Why do I write my melancholy story? Is it as a lesson, to prevent any other from wishing to rise to rank superior to that in which they are born! No! miserable as I am, others might have been happy, I doubt not, in my position: the chalice has been poisoned for me alone! Am I evil-minded — am I wicked? What have been my errors, that I am now an outcast and wretched? I will tell my story — let others judge me; my mind is bewildered, I cannot judge myself.

My father was land steward to a wealthy nobleman. He married young, and had several children. He then lost his wife, and remained fifteen years a widower, when he married again a young girl, the daughter of a clergyman, who died, leaving a numerous offspring in extreme poverty. My maternal grandfather had been a man of sensibility and genius; my mother inherited many of his endowments.
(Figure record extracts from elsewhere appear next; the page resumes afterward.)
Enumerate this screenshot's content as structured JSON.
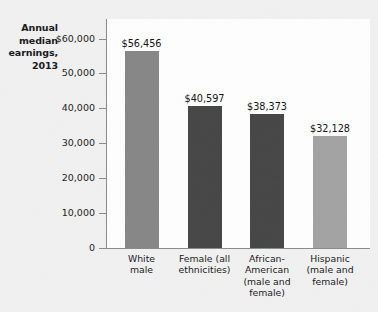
{
  "chart_data": {
    "type": "bar",
    "title": "",
    "ylabel": "Annual median earnings, 2013",
    "xlabel": "",
    "ylim": [
      0,
      60000
    ],
    "grid": false,
    "legend": "none",
    "yticks": [
      "$60,000",
      "50,000",
      "40,000",
      "30,000",
      "20,000",
      "10,000",
      "0"
    ],
    "ytick_values": [
      60000,
      50000,
      40000,
      30000,
      20000,
      10000,
      0
    ],
    "categories": [
      "White male",
      "Female (all ethnicities)",
      "African-American (male and female)",
      "Hispanic (male and female)"
    ],
    "category_lines": [
      [
        "White",
        "male"
      ],
      [
        "Female (all",
        "ethnicities)"
      ],
      [
        "African-",
        "American",
        "(male and",
        "female)"
      ],
      [
        "Hispanic",
        "(male and",
        "female)"
      ]
    ],
    "values": [
      56456,
      40597,
      38373,
      32128
    ],
    "value_labels": [
      "$56,456",
      "$40,597",
      "$38,373",
      "$32,128"
    ],
    "bar_colors": [
      "#868686",
      "#454545",
      "#454545",
      "#a2a2a2"
    ]
  },
  "axis_title_lines": [
    "Annual",
    "median",
    "earnings,",
    "2013"
  ],
  "colors": {
    "background": "#f1f1f1",
    "plot_background": "#fefefe",
    "axis": "#8a8a8a",
    "text": "#17171a"
  }
}
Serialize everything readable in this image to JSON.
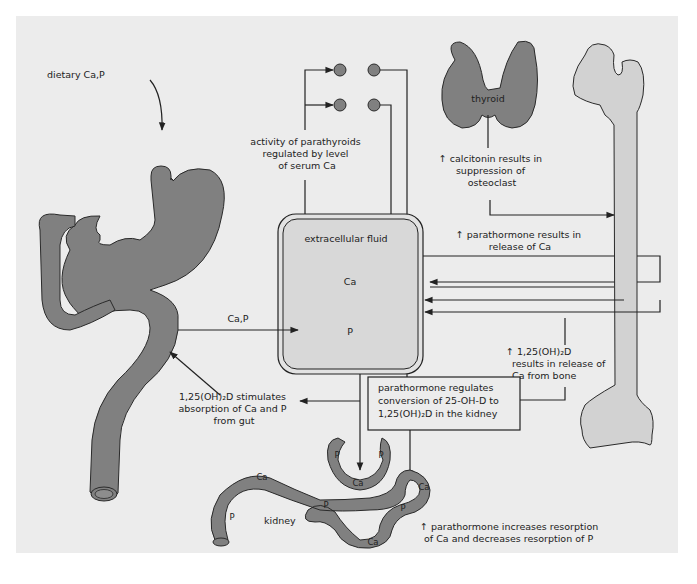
{
  "figure": {
    "labels": {
      "dietary": "dietary Ca,P",
      "parathyroid_activity": [
        "activity of parathyroids",
        "regulated by level",
        "of serum Ca"
      ],
      "thyroid": "thyroid",
      "calcitonin": [
        "↑ calcitonin results in",
        "suppression of",
        "osteoclast"
      ],
      "parathormone_release": [
        "↑ parathormone results in",
        "release of Ca"
      ],
      "extracellular_fluid": "extracellular fluid",
      "ecf_ca": "Ca",
      "ecf_p": "P",
      "gut_transfer": "Ca,P",
      "vitd_bone": [
        "↑ 1,25(OH)₂D",
        "results in release of",
        "Ca from bone"
      ],
      "vitd_gut": [
        "1,25(OH)₂D stimulates",
        "absorption of Ca and P",
        "from gut"
      ],
      "pth_box": [
        "parathormone regulates",
        "conversion of 25-OH-D to",
        "1,25(OH)₂D in the kidney"
      ],
      "kidney": "kidney",
      "kidney_resorption": [
        "↑ parathormone increases resorption",
        "of Ca and decreases resorption of P"
      ],
      "tubule_markers": [
        "Ca",
        "P",
        "P",
        "P",
        "Ca",
        "Ca",
        "P",
        "P",
        "Ca"
      ]
    },
    "organs": [
      "stomach-intestine",
      "parathyroid-glands",
      "thyroid",
      "femur-bone",
      "extracellular-fluid-compartment",
      "kidney-tubule"
    ],
    "colors": {
      "panel": "#ececec",
      "organ": "#808080",
      "bone": "#d2d2d2",
      "line": "#222222"
    }
  }
}
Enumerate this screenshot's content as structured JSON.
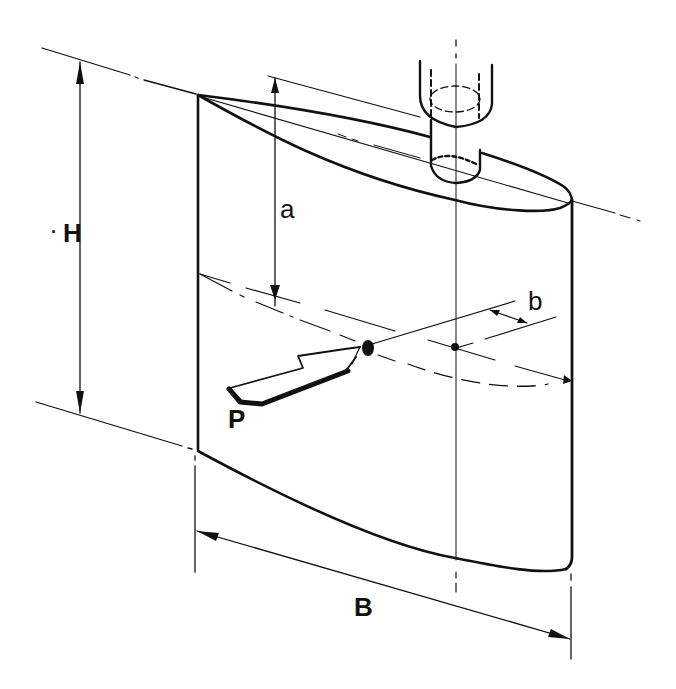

She was an angel on earth; all her works were charity, all her thoughts were love.

Within a year after her marriage, she gave birth to twins — I and my sister; soon after she fell into ill-health, and from that time was always weakly. She could endure no fatigue, and seldom moved from her chair. I see her now; — her white, delicate hands employed in needlework, her soft, love-lighted eyes fixed on me. I was still a child when my father fell into trouble, and we removed from the part of the country where we had hitherto lived, and went to a distant village, where we rented a cottage, with a little land adjoining. "We were poor, and all the family assisted each other. My elder half-sisters were strong, industrious, rustic young women, and submitted to a life of labour with great cheerfulness. My father held the plough, my half-brothers worked in the barns; all was toil, yet all seemed enjoyment.